Culture

Sports personality bypass

November 29, 2011
Why is the BBC Sports Personality of the Year shortlist so heavy on golf—and so light on women?
Why is the BBC Sports Personality of the Year shortlist so heavy on golf—and so light on women?

It’s a real shame that there are no female athletes in the BBC Sports Personality of the Year shortlist, announced this morning. But what struck me about the all-male list is just how little resemblance it bears to the reality of modern British sport. Some of the nominees don’t even play sport at all.

I’m going to go out on a limb here and suggest that a working definition of sport would include a bit of running about as well as a bit of technique. A damp brow at the very least. But not so, say the compilers of the SPotY shortlist, who have put three golfers (Darren Clarke, Luke Donald and Rory McIlroy) in the running for the prize.

Now, when I typed “golf is” into Google this morning, the first phrase suggested for completing my query was “not a sport.” This is something that I have long suspected, and now at last I feel less alone. It’s a game, of course, and it requires a great deal of skill. But so does chess. And physical prowess, while helpful, isn’t crucial to the successful completion of a competitive game of golf. Let’s just say a generous gut doesn’t always look out of place on the 18th fairway, and Darren Clarke himself is well known for smoking cigars while on the course. Also, there is actually such a thing as “fitness golf.” As a rudimentary classification system for whether someone is eligible for Sports Personality of the Year, I propose that there should, at the very least, not exist a different version of their “sport” preceded by the word “fitness.”

But just when I was getting hot under the collar about golf, I found the longlists for the competition. It’s slightly annoying that Nuts and Zoo are both allowed to submit nominations (and, unsurprisingly, neither nominated any women), but Zoo suggested Judd Trump—a snooker player. Snooker is not only a game that sounds like something you might do to make a baby giggle; it’s a game that most people actually play more effectively while drunk. Is it only classed as a sport because it’s something that might be on TV in a pub?

Women who play real sport really should be represented in place of those wielding clubs and cues, even if only because, as The Times reported over the weekend, British women are now the fattest in Europe. Surely a culture of well-represented women’s sport would demonstrate that it’s not unladylike to kick a ball around once in a while? And as the ancient Greeks would tell us, sport requires speed, strength and skill. It’s physical activity combined with honed technique and quick decision-making under pressure.

In a competition that has a huge impact on the public’s view of British sport, it’s insulting that lads’ mags are allowed to have a say in shunning the achievements of the likes of Keri-Anne Payne, 2011 world champion open water swimmer, in favour of pub games and weekend walks. And what about Sarah Stevenson, who became world Taekwondo champion this year? Or Ironman Triathlon world champion Chrissie Wellington? In their next list, the BBC Sports Personality of the Year organiser should take heed of Mel Gibson’s ad exec in What Women Want: “No games. Just sports.”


■ **What this task involves**
Go through the data below. List every line that holds the word "strong".

┄┄┄┄┄┄

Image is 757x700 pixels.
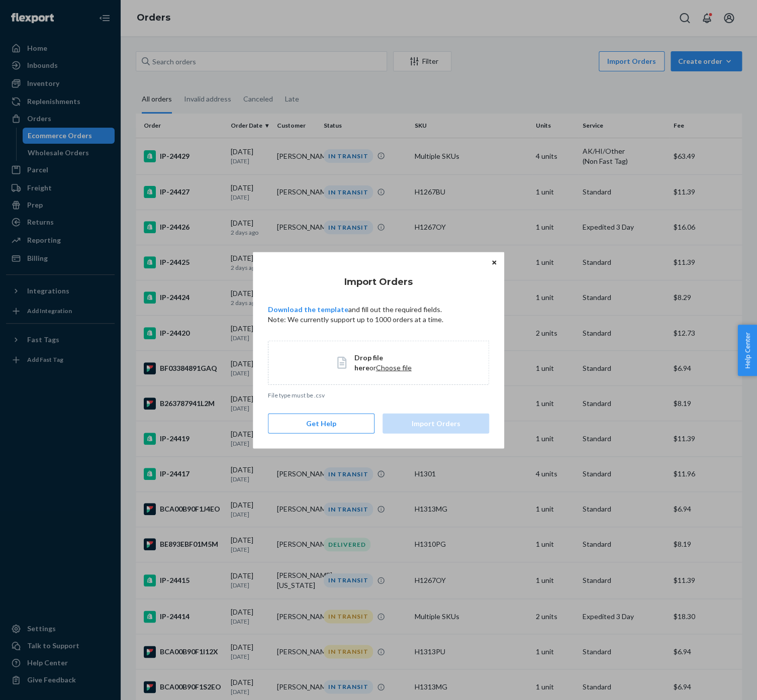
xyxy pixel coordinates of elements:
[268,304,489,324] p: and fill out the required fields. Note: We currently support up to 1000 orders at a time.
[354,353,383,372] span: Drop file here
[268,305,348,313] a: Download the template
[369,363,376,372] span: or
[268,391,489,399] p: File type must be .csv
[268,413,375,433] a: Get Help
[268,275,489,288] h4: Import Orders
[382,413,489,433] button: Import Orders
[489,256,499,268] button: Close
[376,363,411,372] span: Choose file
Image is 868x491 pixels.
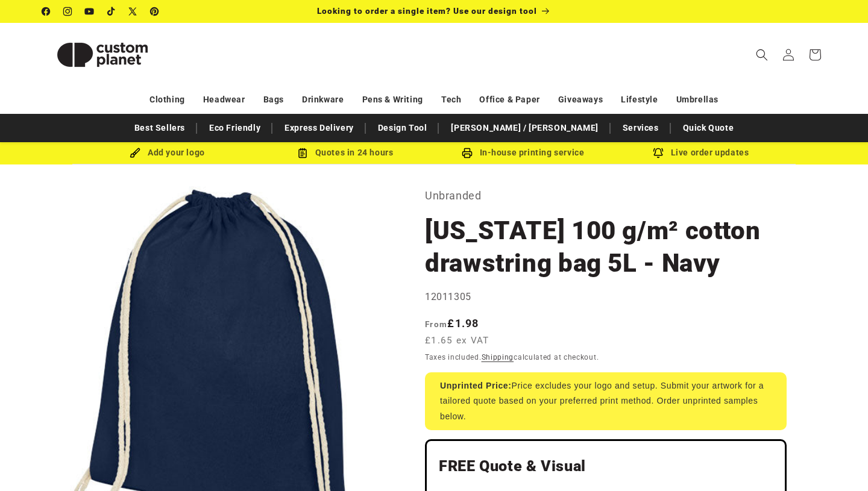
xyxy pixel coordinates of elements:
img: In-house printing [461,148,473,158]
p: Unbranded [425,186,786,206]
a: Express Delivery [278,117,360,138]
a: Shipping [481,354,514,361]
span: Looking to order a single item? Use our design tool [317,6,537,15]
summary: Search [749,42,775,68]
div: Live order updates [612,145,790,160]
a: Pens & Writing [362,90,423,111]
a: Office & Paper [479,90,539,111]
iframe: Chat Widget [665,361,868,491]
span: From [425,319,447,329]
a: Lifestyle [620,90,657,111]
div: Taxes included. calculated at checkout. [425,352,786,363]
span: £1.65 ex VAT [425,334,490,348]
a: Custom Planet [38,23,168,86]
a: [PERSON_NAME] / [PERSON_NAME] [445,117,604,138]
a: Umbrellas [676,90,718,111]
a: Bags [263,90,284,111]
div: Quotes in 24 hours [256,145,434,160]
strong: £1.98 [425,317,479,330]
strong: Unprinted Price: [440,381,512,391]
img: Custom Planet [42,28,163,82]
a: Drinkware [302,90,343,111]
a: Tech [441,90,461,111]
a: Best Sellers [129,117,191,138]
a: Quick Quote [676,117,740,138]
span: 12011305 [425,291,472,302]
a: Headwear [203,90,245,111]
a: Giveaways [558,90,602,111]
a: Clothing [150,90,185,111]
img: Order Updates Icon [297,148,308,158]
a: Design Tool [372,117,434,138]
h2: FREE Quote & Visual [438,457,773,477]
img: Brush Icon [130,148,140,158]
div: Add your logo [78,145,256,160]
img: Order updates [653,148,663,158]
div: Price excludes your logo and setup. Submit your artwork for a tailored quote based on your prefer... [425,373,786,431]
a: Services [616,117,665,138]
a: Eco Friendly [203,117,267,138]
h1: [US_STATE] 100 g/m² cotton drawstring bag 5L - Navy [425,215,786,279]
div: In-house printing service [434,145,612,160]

┄┄┄┄┄┄

■ **Response box**
strong: £1.98 [425,317,479,330]
strong: Unprinted Price: [440,381,512,391]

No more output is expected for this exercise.